Day 14: Budding Sociologists

As I've mentioned before, I am teaching a one-semester sociology class this year - once in the fall and once in the spring.  By doing so, I have also joined the social studies department, which demographically is opposite of the English department. Our English department has a male chair and seven female teachers, while the sociology department has a female department head and is entirely staffed by men (and now me).  The department meetings therefore have a very different feel (also, rumor has it Soc Studies has donuts. We never have donuts - too health-conscious).

One interesting thing about my course is that sociology is not a core class; it is an elective, for which the students receive no additional credit to supplant another course requirement.  As I mentioned in my last post, most of my students I've had before or have currently in AP English.  Unlike our psychology elective in the past, Soc is not offered as a dual credit or AP course, so it really is just for fun and exposure. What I'm loving so far is all the cool discussions we have and things we are reading.

Last week they read a chapter from Freakonomics, an excellent text looking at unique problem solving using an economist's toolbox.   The chapter in question analyzed 40 years of birth records from the state of California, and looked particularly at ethnic-sounding names (particularly African American) and hypothesized ties to future success by overlapping the data with census records.  It tied in with our first conversations about correlation and causation; does giving a child a "black-sounding" name make him or her more likely to be a lower income earner and get fewer job interviews, or are families that are generally low income or low educated to begin with more likely to give their kids black names, thereby making it correlative and not causative? Levitt and Dubner seem not terribly concerned with controversial findings, only with the process - which is exactly what I wanted my students to consider too.


This week they read the first chapter from Gang Leader for a Day: a Rogue Sociologist Takes to the Streets by Sudhir Venkatesh, currently a professor at Columbia.  As a graduate student in 1989 at the University of Chicago, Venkatesh finds himself on a project with famed sociologist William Julius Wilson, and what begins with an awkward encounter asking a gang member "How does it feel to be black and poor?" ends with years of his befriending and "hanging out with" members of the Black Kings gang in the notorious Robert Taylor public housing project, getting insider information on how a Chicago crack gang operates.

We read the first chapter as a part of our conversation on participant observation research, and why sometimes it gleans better data than surveys.  Then we had a discussion day (in the band room - it was air conditioned) about how this type of research in some ways also poses problems. For example, Venkatesh got very close to his subjects - and often played a significant role in the very society he was trying to study.  Participant observation also proposes ethical dilemmas; Venkatesh questions what he is supposed to do when he witnesses someone getting beat up, drug gangs and prostitutes openly flouting the law, or government officials behaving corruptly.
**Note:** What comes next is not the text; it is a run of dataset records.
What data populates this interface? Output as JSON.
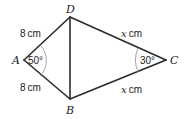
{
  "figure": {
    "vertices": {
      "A": "A",
      "B": "B",
      "C": "C",
      "D": "D"
    },
    "sides": {
      "AD": {
        "value": "8",
        "unit": "cm"
      },
      "AB": {
        "value": "8",
        "unit": "cm"
      },
      "DC": {
        "value": "x",
        "unit": "cm"
      },
      "BC": {
        "value": "x",
        "unit": "cm"
      }
    },
    "angles": {
      "A": "50°",
      "C": "30°"
    },
    "segments": [
      "AD",
      "AB",
      "DC",
      "BC",
      "DB"
    ]
  }
}
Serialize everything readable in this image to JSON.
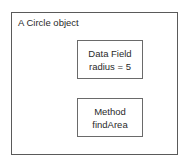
{
  "diagram": {
    "type": "object-structure",
    "outer": {
      "title": "A Circle object"
    },
    "boxes": [
      {
        "kind": "data-field",
        "lines": [
          "Data Field",
          "radius = 5"
        ]
      },
      {
        "kind": "method",
        "lines": [
          "Method",
          "findArea"
        ]
      }
    ]
  }
}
In preparation for our convo they watched a TED Talk by Steven Levitt on his joint research with Venkatesh for a chapter in Freakonomics.  Venkatesh got ahold of the gang's financial records, and discovered a few things that shocked by students:

1. The typical low-level drug dealer in the early 90s earned about $3.50 an hour and lived with his mom
2. Growing up a young black man - NOT part of a gang - in the American inner city had approximately twice the chance of dying as a soldier fighting in Iraq
3. Growing up a young black man who DID deal drugs had a 7% chance of dying per year - about 25% chance over four years

As a part of our class discussion, we questioned the differences between crack cocaine and cocaine and the economic ramifications of those differences; motivations for youth to join the drug trade, and possible options policy-makers could consider to counteract that; just why it was safer to be on Death Row than selling drugs in inner-city America; and, somehow, they made the comparison between some of William Julius Wilson's theories on "black flight" after the Fair Housing Act left concentrated poverty in the inner cities to Gotham City's Arkham Asylum concentrating all the super-villains in one location. 

Thank you for reading about my sociological highs; I love this class and the discussions and the questions my students are asking even in the first month that suggests they are already changing how they see the world through a new sociological lens.  When I suggested they might later write a movie paper where they analyze a sociological concept within one of their favorite movies, their eyes lit up - how often do English teachers get to see eyes light up when we suggest writing a research paper?